A new report released by the Environmental Investigation Agency (EIA)revealed largest flooring retailer is fueling Russia’s illegal logging crisis and endangering Siberian Tigers. The report, Liquidating the Forests: Hardwood Flooring, Organized Crime, and the World’s Last Siberian Tigers reveals that demand for hardwood flooring and furniture in the United States, European Union, Japan, and China is fueling corruption and making the world’s last temperate hardwood forests into a major epicenter for illegal logging. 

As much as 80 percent of all timber exported annually from the region is illegal. This activity serves to enrich a handful of corrupt actors, while destroying the Russian Far East’s unique biodiverse ecosystem, depriving the Russian state of tens of millions of dollars in lost tax revenue and threatening the livelihoods of over 100,000 indigenous people.

"Organized criminal groups send out logging brigades to steal valuable hardwoods from protected areas and in this way decimates the last Siberian tiger habitat.” said Alexander von Bismarck, of EIA, a non-profit dedicated to exposing environmental crime. “Importing cheap illegal wood from the Russian Far East is a tragic crime of convenience that directly undercuts any business trying to play by the rules. The same types of wood are available around the world from legal and sustainable sources."

Posing as timber buyers, EIA investigators went undercover to identify the worst actors in the Russian Far East and found that a company called Suifenhe Xingjia Group (“Xingjia”) freely admitted to illegal logging and paying bribes and that their single biggest trading partner was Lumber Liquidators. The report reveals that several of Xingjia’s suppliers are under investigation by Russian authorities for illegal logging and organized crime. EIA investigators recorded Xingjia officials saying that Lumber Liquidators knew where the wood came from.

The European EUTR regulation and US Lacey Act requires companies to take prudential measures to exclude illegally cut wood from their supply chains. China, however, has yet to enact a comparable prohibition on illegal timber imports.

"Any company buying products containing wood from the Russian Far East, whether directly or via China, should know that it may be using stolen wood and must take great care to ensure legality." said von Bismarck. "Without action by governments to enforce laws like the Lacey Act, consumers will continue to be unwitting financiers of the timber mafias that are raiding the world’s forests."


— PROBLEM REQUIREMENTS —
Omitting the images, transcribe the records below exactly as they stand.

— RECORDS FOR THE EXERCISE —
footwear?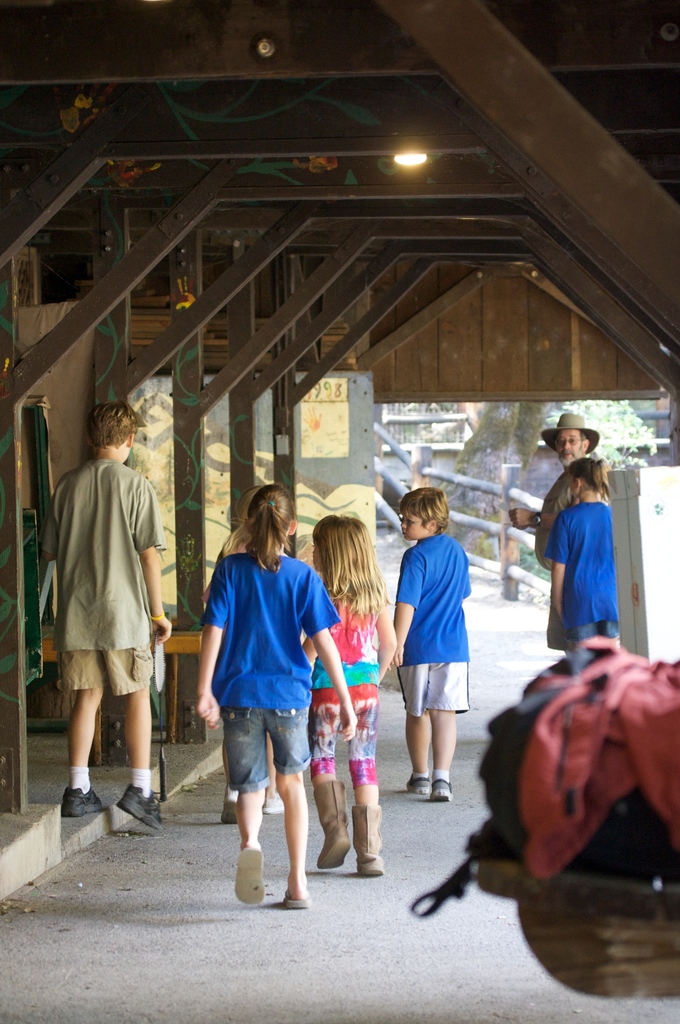
<bbox>406, 774, 431, 796</bbox>
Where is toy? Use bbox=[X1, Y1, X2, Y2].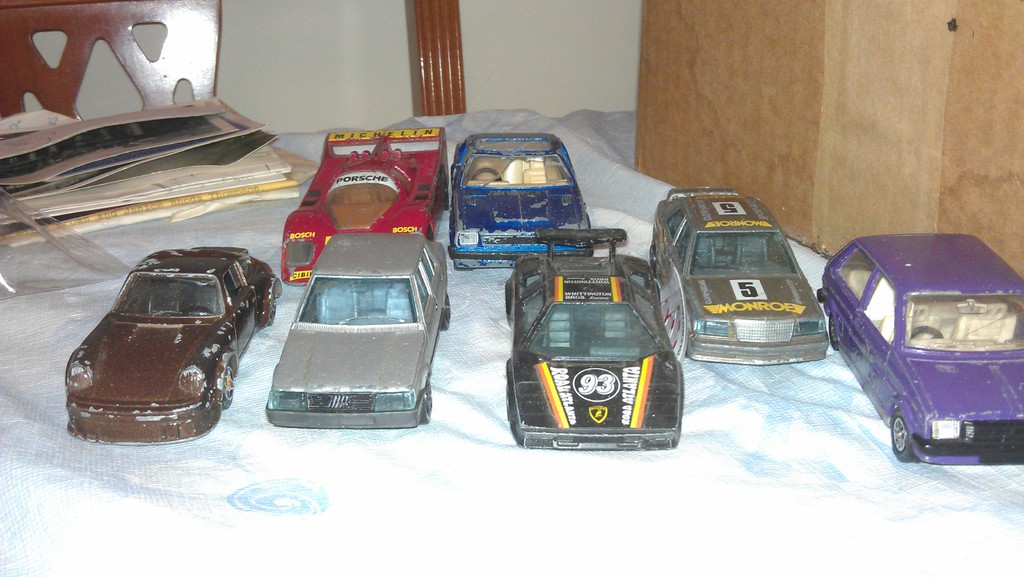
bbox=[64, 247, 283, 444].
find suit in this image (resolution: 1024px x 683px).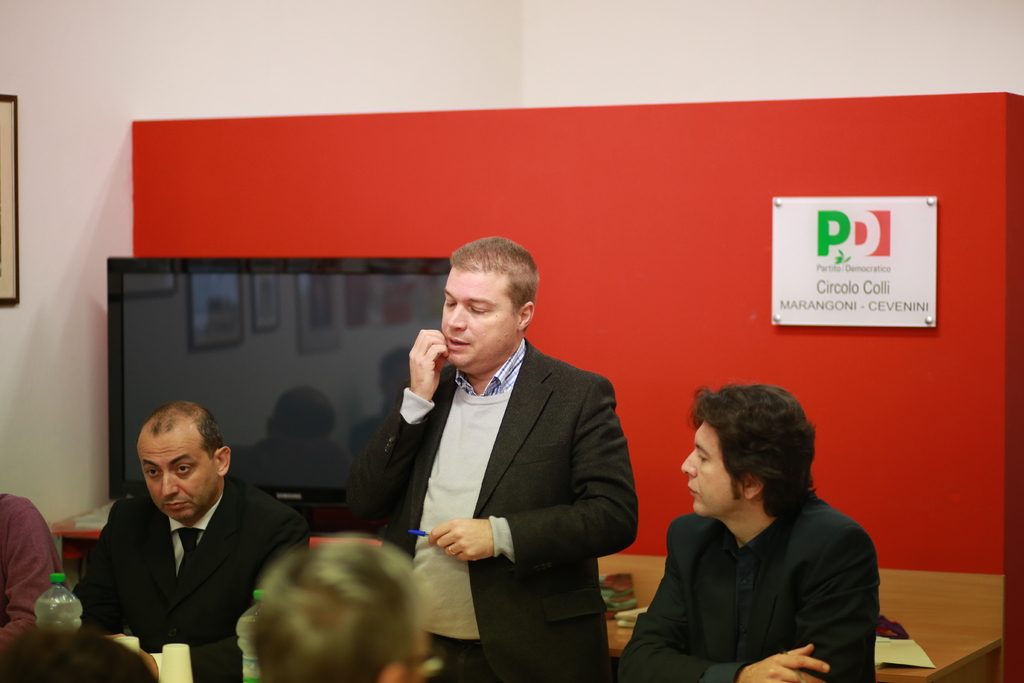
x1=65, y1=487, x2=300, y2=682.
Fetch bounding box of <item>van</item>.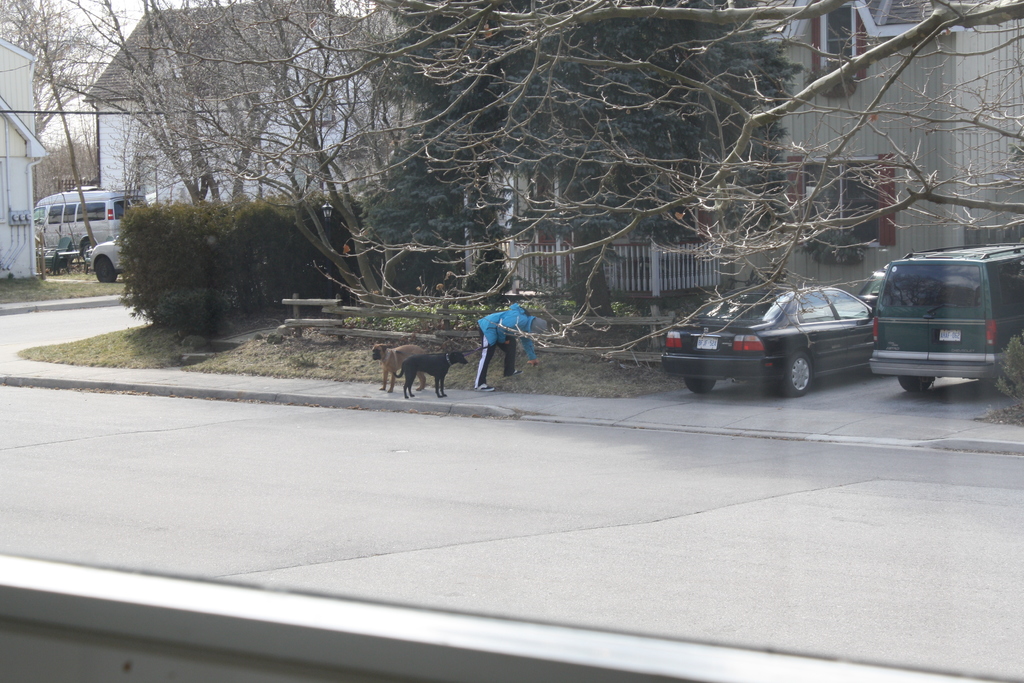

— SOLUTION FOR THIS EXERCISE —
footwear?
<bbox>406, 774, 431, 796</bbox>
Where is toy? Use bbox=[X1, Y1, X2, Y2].
bbox=[64, 247, 283, 444].
find suit in this image (resolution: 1024px x 683px).
x1=65, y1=487, x2=300, y2=682.
Fetch bounding box of <item>van</item>.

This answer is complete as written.